These days it’s tempting to introduce practically every story about the Trump regime with "If Obama had done this ... " or "If you thought the adults were going to save you …" or "If you thought Republicans could feel shame ..."
In the not-so-distant past, if a high U.S. official, say the secretary of state, played a useful idiot and pushed a Russian operation to spread disinformation meant to exculpate the Kremlin from a previous disinformation project and to damage America’s elections and thus our security, we could have expected to have heard some loud callouts from Republicans. Even calls for impeachment or imprisonment. After all, post-World War II Republicans, many of whom were isolationists before 1941, were by 1946—with the Axis crushed—claiming that Democrats were Moscow’s marionettes and weak on defense. This went on for decades, being such effective propaganda that even all Democratic presidents except for Jimmy Carter bought into this nonsense by appointing a Republican as secretary of defense for at least part of their time in office. As if the Cold War liberals were too soft.
Even with the collapse of the U.S.S.R. three decades ago, this BS continued, in great part because it was tremendously useful as a vote-getter among some constituencies. Which, even for a party so full of pretense and hypocrisy as the GOP, makes what Secretary of State Mike Pompeo is doing all the more astounding. Here is Aaron Blake:
Pompeo implied Tuesday that there is legitimacy to President Trump’s conspiracy theory about alleged Ukraine interference in the 2016 election — despite the intelligence community, in which he previously served as a leader, having debunked it. [...]
The response echoed what Pompeo said last month when asked a similar question. “Inquiries with respect to that are completely important,” he said. “I think everyone recognizes that governments have an obligation — indeed, a duty — to ensure that elections happen with integrity, without interference from any government, whether that’s the Ukrainian government or any other.”

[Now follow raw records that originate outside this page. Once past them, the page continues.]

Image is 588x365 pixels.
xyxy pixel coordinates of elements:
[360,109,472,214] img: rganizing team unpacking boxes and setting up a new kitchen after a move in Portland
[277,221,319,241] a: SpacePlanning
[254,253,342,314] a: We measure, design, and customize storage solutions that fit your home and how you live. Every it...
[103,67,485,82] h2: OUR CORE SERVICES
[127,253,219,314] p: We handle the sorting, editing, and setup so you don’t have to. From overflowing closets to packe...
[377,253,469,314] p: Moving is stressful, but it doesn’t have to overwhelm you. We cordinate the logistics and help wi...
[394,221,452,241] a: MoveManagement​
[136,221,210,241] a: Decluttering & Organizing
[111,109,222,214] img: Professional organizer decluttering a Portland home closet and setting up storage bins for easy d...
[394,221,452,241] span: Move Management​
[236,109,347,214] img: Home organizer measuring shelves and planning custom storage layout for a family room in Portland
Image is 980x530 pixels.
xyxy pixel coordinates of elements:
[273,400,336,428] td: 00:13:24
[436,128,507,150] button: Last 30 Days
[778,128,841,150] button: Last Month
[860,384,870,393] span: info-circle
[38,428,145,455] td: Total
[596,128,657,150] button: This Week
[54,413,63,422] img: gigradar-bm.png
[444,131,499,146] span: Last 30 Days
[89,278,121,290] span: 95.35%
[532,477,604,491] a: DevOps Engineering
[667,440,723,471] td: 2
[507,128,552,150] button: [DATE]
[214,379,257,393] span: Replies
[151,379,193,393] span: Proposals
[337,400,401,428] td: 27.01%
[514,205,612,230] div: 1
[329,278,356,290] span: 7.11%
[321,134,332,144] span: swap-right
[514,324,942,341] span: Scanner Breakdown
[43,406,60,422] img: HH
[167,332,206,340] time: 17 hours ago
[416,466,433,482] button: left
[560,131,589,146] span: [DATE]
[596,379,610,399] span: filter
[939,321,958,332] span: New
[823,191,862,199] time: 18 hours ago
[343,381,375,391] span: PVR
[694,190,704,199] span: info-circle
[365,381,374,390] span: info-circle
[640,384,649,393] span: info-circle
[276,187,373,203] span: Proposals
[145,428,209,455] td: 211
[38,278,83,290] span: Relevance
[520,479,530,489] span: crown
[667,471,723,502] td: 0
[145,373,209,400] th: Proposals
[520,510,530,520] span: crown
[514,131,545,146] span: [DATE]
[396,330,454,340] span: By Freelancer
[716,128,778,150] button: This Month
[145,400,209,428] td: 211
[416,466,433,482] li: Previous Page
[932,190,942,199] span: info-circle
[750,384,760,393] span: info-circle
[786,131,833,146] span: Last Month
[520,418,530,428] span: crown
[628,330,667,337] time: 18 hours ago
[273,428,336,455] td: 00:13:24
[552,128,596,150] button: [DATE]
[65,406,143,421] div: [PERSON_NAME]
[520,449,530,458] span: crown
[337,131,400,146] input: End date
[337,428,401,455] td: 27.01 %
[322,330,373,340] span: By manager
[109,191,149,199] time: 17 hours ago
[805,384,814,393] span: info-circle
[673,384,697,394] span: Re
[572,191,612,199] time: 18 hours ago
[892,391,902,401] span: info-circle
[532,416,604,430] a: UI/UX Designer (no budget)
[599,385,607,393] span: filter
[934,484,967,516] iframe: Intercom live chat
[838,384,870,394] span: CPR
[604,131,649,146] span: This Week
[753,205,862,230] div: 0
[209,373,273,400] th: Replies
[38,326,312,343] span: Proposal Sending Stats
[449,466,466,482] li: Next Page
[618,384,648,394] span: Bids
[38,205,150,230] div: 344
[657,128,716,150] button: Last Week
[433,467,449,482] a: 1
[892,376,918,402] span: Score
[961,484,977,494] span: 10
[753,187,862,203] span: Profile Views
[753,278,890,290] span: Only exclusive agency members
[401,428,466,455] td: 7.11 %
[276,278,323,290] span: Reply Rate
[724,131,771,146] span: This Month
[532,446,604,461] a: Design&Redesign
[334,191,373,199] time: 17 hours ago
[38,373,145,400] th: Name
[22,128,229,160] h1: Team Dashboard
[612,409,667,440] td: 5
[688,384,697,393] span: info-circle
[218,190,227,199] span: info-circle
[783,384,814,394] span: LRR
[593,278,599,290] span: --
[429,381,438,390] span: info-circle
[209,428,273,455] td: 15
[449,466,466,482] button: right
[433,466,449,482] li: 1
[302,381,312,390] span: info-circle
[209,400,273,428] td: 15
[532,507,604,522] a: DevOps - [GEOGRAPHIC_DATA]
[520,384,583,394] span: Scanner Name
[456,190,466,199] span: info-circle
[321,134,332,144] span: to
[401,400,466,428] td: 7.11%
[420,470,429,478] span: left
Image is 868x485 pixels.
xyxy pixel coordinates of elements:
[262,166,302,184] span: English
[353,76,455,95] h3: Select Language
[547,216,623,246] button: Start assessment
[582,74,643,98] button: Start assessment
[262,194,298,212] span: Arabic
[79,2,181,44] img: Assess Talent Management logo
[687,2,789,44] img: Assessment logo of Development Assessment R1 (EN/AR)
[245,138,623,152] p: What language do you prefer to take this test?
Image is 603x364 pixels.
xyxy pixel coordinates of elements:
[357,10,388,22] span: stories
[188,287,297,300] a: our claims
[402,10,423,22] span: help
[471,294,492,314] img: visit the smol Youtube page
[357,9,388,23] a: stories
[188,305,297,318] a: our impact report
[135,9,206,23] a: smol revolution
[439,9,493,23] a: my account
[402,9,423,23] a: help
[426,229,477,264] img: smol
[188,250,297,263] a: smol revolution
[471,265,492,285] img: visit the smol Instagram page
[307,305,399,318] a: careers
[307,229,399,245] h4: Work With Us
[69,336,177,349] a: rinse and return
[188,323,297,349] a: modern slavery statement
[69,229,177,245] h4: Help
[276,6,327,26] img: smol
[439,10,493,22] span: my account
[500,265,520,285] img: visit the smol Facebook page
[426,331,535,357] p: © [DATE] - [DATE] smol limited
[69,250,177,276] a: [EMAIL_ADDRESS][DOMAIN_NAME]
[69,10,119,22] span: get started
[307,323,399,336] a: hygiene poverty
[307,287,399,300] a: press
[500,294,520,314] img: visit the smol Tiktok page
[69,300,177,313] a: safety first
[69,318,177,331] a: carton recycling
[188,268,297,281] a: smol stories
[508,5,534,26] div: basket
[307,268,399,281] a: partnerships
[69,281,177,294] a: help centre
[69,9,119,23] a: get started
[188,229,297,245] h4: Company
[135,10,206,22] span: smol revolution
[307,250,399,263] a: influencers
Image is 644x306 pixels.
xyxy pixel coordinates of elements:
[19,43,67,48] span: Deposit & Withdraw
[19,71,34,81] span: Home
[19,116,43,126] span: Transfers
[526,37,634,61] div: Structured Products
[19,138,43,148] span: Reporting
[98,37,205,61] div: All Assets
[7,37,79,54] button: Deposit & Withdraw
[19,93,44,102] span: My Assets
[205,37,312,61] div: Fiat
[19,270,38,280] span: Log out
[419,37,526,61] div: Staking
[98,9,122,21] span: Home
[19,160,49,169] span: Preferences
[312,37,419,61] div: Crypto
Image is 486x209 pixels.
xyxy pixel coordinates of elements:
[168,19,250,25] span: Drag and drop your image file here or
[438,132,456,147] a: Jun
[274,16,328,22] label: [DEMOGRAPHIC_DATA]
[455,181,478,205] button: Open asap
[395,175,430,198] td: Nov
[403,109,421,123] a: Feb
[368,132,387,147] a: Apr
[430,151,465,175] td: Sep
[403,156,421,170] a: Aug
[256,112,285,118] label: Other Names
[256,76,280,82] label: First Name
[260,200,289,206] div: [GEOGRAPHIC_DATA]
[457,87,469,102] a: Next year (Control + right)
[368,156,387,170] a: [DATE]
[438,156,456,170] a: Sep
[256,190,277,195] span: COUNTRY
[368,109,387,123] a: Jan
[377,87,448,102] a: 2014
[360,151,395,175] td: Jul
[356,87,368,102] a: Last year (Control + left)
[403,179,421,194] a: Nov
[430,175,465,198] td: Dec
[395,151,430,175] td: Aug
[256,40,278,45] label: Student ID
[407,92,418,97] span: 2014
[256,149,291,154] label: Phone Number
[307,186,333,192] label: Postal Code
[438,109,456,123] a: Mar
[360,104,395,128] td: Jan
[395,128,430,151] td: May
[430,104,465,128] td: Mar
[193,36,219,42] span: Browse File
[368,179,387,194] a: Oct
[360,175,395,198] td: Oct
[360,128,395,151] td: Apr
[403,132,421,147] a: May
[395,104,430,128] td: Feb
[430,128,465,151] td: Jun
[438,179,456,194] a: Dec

Pompeo took the secretary’s post after serving as CIA director for 15 months.
The claim that it wasn’t Russia that interfered in the 2016 election but rather Ukraine has a proven origin: the Kremlin. That makes Pompeo a willing participant in an operation that can be categorized under a term the Russians invented: dezinformatsiya (дезинформация). Pompeo’s access to intelligence material at the CIA was probably equal to anybody’s but the president’s. So he knows. He is fully aware of what the entire intelligence community knows, including the bipartisan Senate Intelligence Committee. Russia expert Fiona Hill also knows, and stated to the House Intelligence Committee in her Durham accent six days ago:
Based on questions and statements I have heard, some of you on this committee appear to believe that Russia and its security services did not conduct campaign against our country and that perhaps somehow for some reason Ukraine did. This is a fictional narrative that is being perpetrated and propagated by the Russian security services themselves. The unfortunate truth is that Russia was the foreign power that systematically attacked our democratic institutions in 2016. This is the public conclusion of our intelligence agencies, confirmed in bipartisan congressional reports. It is beyond dispute. Even if some of the underlying details must remain classified. I refuse to be part of an effort to legitimize an alternate narrative that the Ukrainian government is an adversary and Ukraine, not Russia, attacked us in 2016. These fictions are harmful even if for purely domestic political purposes.
These fictions are harmful.
But that makes no never-mind to Pompeo. No other nation on the planet except Russia says Russia didn’t interfere and Ukraine did. Russia cooked up this scheme, and spread it in old and new ways. In the past, however, it hadn’t been able to count on America’s chief diplomat to give a Kremlin black op a boost. Garry Kasparov notes succinctly that the purpose of disinformation is to “annihilate truth.” That is the project that Pompeo has joined.
Although the hammer and sickle have long since been ground to dust by Russian oligarchs and one-time party apparatchiks, and the last thing we need are American politicians revving up a renewed Cold War with reckless chest-thumping, we also need to remove leaders who knowingly give credence to Russian black ops.
While the possibility of nuclear war was quite real, the overall Soviet threat was regularly given more credence than it deserved by war hawks. This led to vast sums of money being dumped into the self-replicating war machine, as Dwight Eisenhower warned against six decades ago. But today there is little doubt that the autocrat Vladimir Putin and his cronies, while no longer operating under Leninist orthodoxy but still stuck on habits picked up at the KGB, are eager to make Russia an empire again. Crafting policy designed to keep that from happening without resorting to war ought to be the goal of American diplomacy. What clearly, obviously, should not is having a secretary of state on the Kremlin team.